When to use: When migrating from Playwright/Cypress patterns, or for single-actor flows where you want explicit step-by-step control. This is the closest thing to raw Playwright, but with Scenetest’s actor handles, selector resolution, and team management.
TypeScript Scenes — scene() |
Playwright Specs — test() |
|
|---|---|---|
| Import | import { scene } from '@scenetest/scenes' |
import { test } from '@scenetest/scenes' |
actor() call |
const user = actor('user') (sync) |
const user = await actor('user') |
| Function signature | ({ actor }) => { ... } (no async needed) |
async ({ actor }) => { ... } |
DSL calls need await? |
No — calls just queue, execution is automatic | Yes — await triggers execution |
| What methods return | The actor itself (chainable, not thenable) | ActionChain (thenable, disposable) |
| Where scope lives | On the actor (persists through the entire queue) | On the chain (resets at each await) |
| Multi-actor concurrency | Automatic — all actors drain concurrently | Explicit Promise.all() |
if(selector, cb) |
Persistent one-shot monitor, polls for all subsequent actions | Watcher that polls during actions, cleared after each await |
waitFor(message) |
Available — blocks actor’s queue until bus message arrives | Available — blocks until bus message arrives |
test(), you MUST await method calls. Without await, the actions never execute and the test silently does nothing.scene(), you MUST NOT await anything. Actor creation is synchronous, method calls are synchronous. The entire body is pure declaration — no async, no await.scene('two users can chat', ({ actor }) => {
const alice = actor('alice')
const bob = actor('bob')
// Both actors' queues drain concurrently after this function returns.

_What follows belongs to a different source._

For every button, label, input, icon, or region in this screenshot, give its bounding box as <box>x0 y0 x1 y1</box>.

// No Promise.all needed — concurrency is the default.
alice.openTo('/chat')
alice.see('message-input').typeInto('message-input', 'Hello Bob!').click('send-button')
bob.openTo('/chat')
bob.seeText('Hello Bob!')
// ^ No race condition: bob will poll for "Hello Bob!" whenever he
// reaches that point in his queue. If alice hasn't sent it yet,
// bob just waits. If she has, it resolves instantly.
})
test('two users can chat', async ({ actor }) => {
const alice = await actor('alice')
const bob = await actor('bob')
// Sequential — alice acts, then bob acts
await alice.openTo('/chat')
await bob.openTo('/chat')
await alice
.see('message-input')
.typeInto('message-input', 'Hello Bob!')
.click('send-button')
await bob.seeText('Hello Bob!')
// For true concurrency, use Promise.all:
// await Promise.all([
// alice.openTo('/chat'),
// bob.openTo('/chat'),
// ])
})
emit() and waitFor()scene('sender and receiver', ({ actor }) => {
const sender = actor('sender')
const receiver = actor('receiver')
sender.openTo('/login')
// ... login flow ...
sender.emit('sender-ready')
sender.see('compose').typeInto('body', 'Hello!').click('send')

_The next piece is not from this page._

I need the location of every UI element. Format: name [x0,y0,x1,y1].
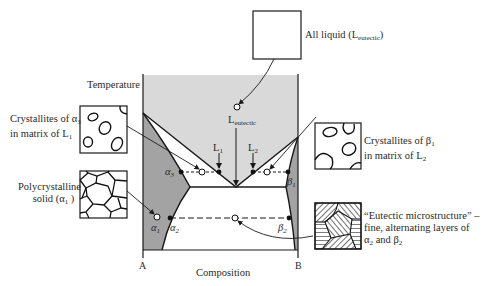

// waitFor blocks receiver's queue until sender emits 'sender-ready'.
// Often unnecessary — if the DOM is the source of truth, receiver's
// see/seeText calls will naturally block until the UI updates.
receiver.waitFor('sender-ready')
receiver.openTo('/inbox')
receiver.seeText('New message')
})
emit() and waitFor()import { test } from '@scenetest/scenes'
test('sender and receiver', async ({ actor }) => {
const sender = await actor('sender')
const receiver = await actor('receiver')
await sender.openTo('/login')
// ... login flow ...
await sender.emit('sender-ready')
await sender.see('compose').typeInto('body', 'Hello!').click('send')
// waitFor is available in test() too — it returns a promise
// that resolves when the named message arrives on the bus.
await receiver.waitFor('sender-ready')
await receiver.openTo('/inbox')
await receiver.seeText('New message')
})
Both models support if() but with different lifecycles:
Playwright specs: Watcher polls during actions, cleared after each await.
// test() model
user.if('welcome-modal', async () => {
await user.click('dismiss')
})
await user.see('dashboard') // if() polls during this action, clears after
TypeScript scenes: Persistent one-shot monitor, polls during all subsequent actions.
// scene() model
user.if('welcome-modal', a => a.click('dismiss'))
user.see('dashboard')
user.openTo('/profile')
// ^ The monitor polls during BOTH actions above.
// Fires inline when matched, then stops (one-shot).
In test(), every actor method returns an ActionChain. Chains are thenable (PromiseLike<void>), so they execute when awaited:
await user
.see('form')
.typeInto('email', 'test@example.com')
.click('submit')
Scope set by see carries through the chain. up() and prev() are available mid-chain only (not directly on the actor handle).
In scene(), every actor method returns the actor itself. All methods are chainable and available directly. Scope persists across the actor’s entire queue:
const user = actor('user')
user
.openTo('/login')
.see('login-form')
.typeInto('email', user.email!)
.click('submit')
.see('dashboard')
// waitFor is available in both models
user.waitFor('data-ready')
user.see('loaded-content')
emit/waitFor, let us know!scene()) — If you need TypeScript for custom logic, reach for this; it will be a direct translation from the Markdown format.test()) — If you’re coming from Playwright/Cypress and have specs that check for very specific multi-actor timing issues where the async/await logic is required to reproduce a certain error condition, test() is here for you. emit/waitFor coordination is available in both modes.